Orszag then ran the column by his colleagues at the White House:
Woodward adds, "Should he alert the White House? [Orszag] wondered. Better not to surprise them. With some discomfort, because a columnist is supposed to speak for himself, not his former employer, Orszag sent his draft to Valerie Jarrett. It was about three days before the column was scheduled to run. Here’s a draft, he wrote in an email to her. Let me know if you have any comments."
Jarrett did have a comment for Orszag, according to Woodward:
"Thanks, Jarrett wrote back. She offered no comments on the draft. The column ran as scheduled, unchanged from the draft Orszag had provided the White House. Orszag was in an airport when he got Jarrett’s email. How could you have done this? It’s ridiculous. You’re so disloyal. You have got to realize the health care bill is wildly unpopular, Orszag replied. Every single speech I give, if I lead with this reflection on its imperfections, the dynamic changes. People will then listen. You can’t hold this law out as perfect. It won’t sell. People think it’s a piece of crap. The weaknesses must be acknowledged. Then it’s credible to say, here’s why it is good and why it is the only thing that will work. Jarrett’s answer was delivered with Politburo finality: You have burned your bridges."
Halper focuses on the fact that the White House was invited to comment on this column before it was released, but what I find even more striking is the substance of Jarrett's reaction.
Orszag is clearly a friend of the administration, he wrote a column that suggests what else could be added to health-care reform in the future and that in no way criticizes what was passed in Obamacare, and Jarrett's reaction is to say that he's "burned [his] bridges." If an ally's mild advice burns bridges, what doesn't burn them?
And Valerie Jarrett is no second-tier staffer. She's one of the president's closest advisors.
An episode like this suggests one reason why the administration has found it so hard to change course: a resistance to both internal and external critique can leave an administration digging further and further into a rut, no matter how failed that rut may be.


**WHAT YOU HAVE TO DO:**
Word for word, repeat each entry that follows.

**SUPPLIED DATA:**
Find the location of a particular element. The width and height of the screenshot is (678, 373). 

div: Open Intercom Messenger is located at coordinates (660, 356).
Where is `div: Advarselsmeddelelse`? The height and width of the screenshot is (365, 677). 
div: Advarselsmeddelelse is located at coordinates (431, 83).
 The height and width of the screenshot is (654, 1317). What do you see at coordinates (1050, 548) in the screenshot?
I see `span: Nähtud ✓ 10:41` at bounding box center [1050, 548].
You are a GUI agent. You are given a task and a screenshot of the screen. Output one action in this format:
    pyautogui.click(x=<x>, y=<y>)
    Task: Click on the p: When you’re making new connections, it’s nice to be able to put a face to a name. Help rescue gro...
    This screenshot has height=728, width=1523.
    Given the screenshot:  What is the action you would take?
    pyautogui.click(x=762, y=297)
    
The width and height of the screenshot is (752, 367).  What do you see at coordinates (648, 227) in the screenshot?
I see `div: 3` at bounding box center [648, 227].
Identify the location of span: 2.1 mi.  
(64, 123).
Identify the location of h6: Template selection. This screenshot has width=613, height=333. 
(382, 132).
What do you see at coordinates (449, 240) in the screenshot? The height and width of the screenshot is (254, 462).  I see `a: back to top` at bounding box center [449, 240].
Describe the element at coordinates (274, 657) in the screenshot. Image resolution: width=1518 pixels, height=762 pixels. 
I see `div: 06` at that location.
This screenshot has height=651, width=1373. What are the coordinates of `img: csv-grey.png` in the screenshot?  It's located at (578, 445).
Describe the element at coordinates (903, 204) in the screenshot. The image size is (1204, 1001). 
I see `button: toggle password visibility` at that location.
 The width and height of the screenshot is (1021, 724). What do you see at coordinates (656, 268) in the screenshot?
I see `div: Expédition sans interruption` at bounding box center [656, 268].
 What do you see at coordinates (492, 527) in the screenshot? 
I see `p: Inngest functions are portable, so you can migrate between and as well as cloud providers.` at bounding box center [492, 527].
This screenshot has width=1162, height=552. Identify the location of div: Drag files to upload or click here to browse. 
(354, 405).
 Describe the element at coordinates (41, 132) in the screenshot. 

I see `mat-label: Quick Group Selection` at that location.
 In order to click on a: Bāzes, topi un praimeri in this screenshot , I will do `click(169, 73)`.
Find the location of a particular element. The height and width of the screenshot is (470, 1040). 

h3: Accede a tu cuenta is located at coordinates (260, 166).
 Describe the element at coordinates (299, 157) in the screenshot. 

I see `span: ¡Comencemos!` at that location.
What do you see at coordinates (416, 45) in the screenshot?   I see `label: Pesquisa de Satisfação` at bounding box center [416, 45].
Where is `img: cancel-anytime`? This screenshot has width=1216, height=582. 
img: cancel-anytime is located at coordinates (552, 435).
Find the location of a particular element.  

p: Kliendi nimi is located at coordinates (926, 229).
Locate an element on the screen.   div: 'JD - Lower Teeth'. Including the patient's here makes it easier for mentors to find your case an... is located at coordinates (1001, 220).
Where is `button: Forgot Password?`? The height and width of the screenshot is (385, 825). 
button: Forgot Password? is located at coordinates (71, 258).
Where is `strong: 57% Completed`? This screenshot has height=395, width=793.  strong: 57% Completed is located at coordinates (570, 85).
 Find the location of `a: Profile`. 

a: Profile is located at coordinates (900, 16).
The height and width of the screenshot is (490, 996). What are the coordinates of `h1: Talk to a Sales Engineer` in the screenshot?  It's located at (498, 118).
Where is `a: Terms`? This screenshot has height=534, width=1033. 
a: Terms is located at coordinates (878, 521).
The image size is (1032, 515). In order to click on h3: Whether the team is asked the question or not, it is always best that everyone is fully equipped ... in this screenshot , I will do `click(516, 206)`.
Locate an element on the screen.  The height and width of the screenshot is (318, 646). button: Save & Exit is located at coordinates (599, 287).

**WRITTEN SOLUTION:**
Find the location of a particular element. The width and height of the screenshot is (678, 373). 

div: Open Intercom Messenger is located at coordinates (660, 356).
Where is `div: Advarselsmeddelelse`? The height and width of the screenshot is (365, 677). 
div: Advarselsmeddelelse is located at coordinates (431, 83).
 The height and width of the screenshot is (654, 1317). What do you see at coordinates (1050, 548) in the screenshot?
I see `span: Nähtud ✓ 10:41` at bounding box center [1050, 548].
You are a GUI agent. You are given a task and a screenshot of the screen. Output one action in this format:
    pyautogui.click(x=<x>, y=<y>)
    Task: Click on the p: When you’re making new connections, it’s nice to be able to put a face to a name. Help rescue gro...
    This screenshot has height=728, width=1523.
    Given the screenshot:  What is the action you would take?
    pyautogui.click(x=762, y=297)
    
The width and height of the screenshot is (752, 367).  What do you see at coordinates (648, 227) in the screenshot?
I see `div: 3` at bounding box center [648, 227].
Identify the location of span: 2.1 mi.  
(64, 123).
Identify the location of h6: Template selection. This screenshot has width=613, height=333. 
(382, 132).
What do you see at coordinates (449, 240) in the screenshot? The height and width of the screenshot is (254, 462).  I see `a: back to top` at bounding box center [449, 240].
Describe the element at coordinates (274, 657) in the screenshot. Image resolution: width=1518 pixels, height=762 pixels. 
I see `div: 06` at that location.
This screenshot has height=651, width=1373. What are the coordinates of `img: csv-grey.png` in the screenshot?  It's located at (578, 445).
Describe the element at coordinates (903, 204) in the screenshot. The image size is (1204, 1001). 
I see `button: toggle password visibility` at that location.
 The width and height of the screenshot is (1021, 724). What do you see at coordinates (656, 268) in the screenshot?
I see `div: Expédition sans interruption` at bounding box center [656, 268].
 What do you see at coordinates (492, 527) in the screenshot? 
I see `p: Inngest functions are portable, so you can migrate between and as well as cloud providers.` at bounding box center [492, 527].
This screenshot has width=1162, height=552. Identify the location of div: Drag files to upload or click here to browse. 
(354, 405).
 Describe the element at coordinates (41, 132) in the screenshot. 

I see `mat-label: Quick Group Selection` at that location.
 In order to click on a: Bāzes, topi un praimeri in this screenshot , I will do `click(169, 73)`.
Find the location of a particular element. The height and width of the screenshot is (470, 1040). 

h3: Accede a tu cuenta is located at coordinates (260, 166).
 Describe the element at coordinates (299, 157) in the screenshot. 

I see `span: ¡Comencemos!` at that location.
What do you see at coordinates (416, 45) in the screenshot?   I see `label: Pesquisa de Satisfação` at bounding box center [416, 45].
Where is `img: cancel-anytime`? This screenshot has width=1216, height=582. 
img: cancel-anytime is located at coordinates (552, 435).
Find the location of a particular element.  

p: Kliendi nimi is located at coordinates (926, 229).
Locate an element on the screen.   div: 'JD - Lower Teeth'. Including the patient's here makes it easier for mentors to find your case an... is located at coordinates (1001, 220).
Where is `button: Forgot Password?`? The height and width of the screenshot is (385, 825). 
button: Forgot Password? is located at coordinates (71, 258).
Where is `strong: 57% Completed`? This screenshot has height=395, width=793.  strong: 57% Completed is located at coordinates (570, 85).
 Find the location of `a: Profile`. 

a: Profile is located at coordinates (900, 16).
The height and width of the screenshot is (490, 996). What are the coordinates of `h1: Talk to a Sales Engineer` in the screenshot?  It's located at (498, 118).
Where is `a: Terms`? This screenshot has height=534, width=1033. 
a: Terms is located at coordinates (878, 521).
The image size is (1032, 515). In order to click on h3: Whether the team is asked the question or not, it is always best that everyone is fully equipped ... in this screenshot , I will do `click(516, 206)`.
Locate an element on the screen.  The height and width of the screenshot is (318, 646). button: Save & Exit is located at coordinates (599, 287).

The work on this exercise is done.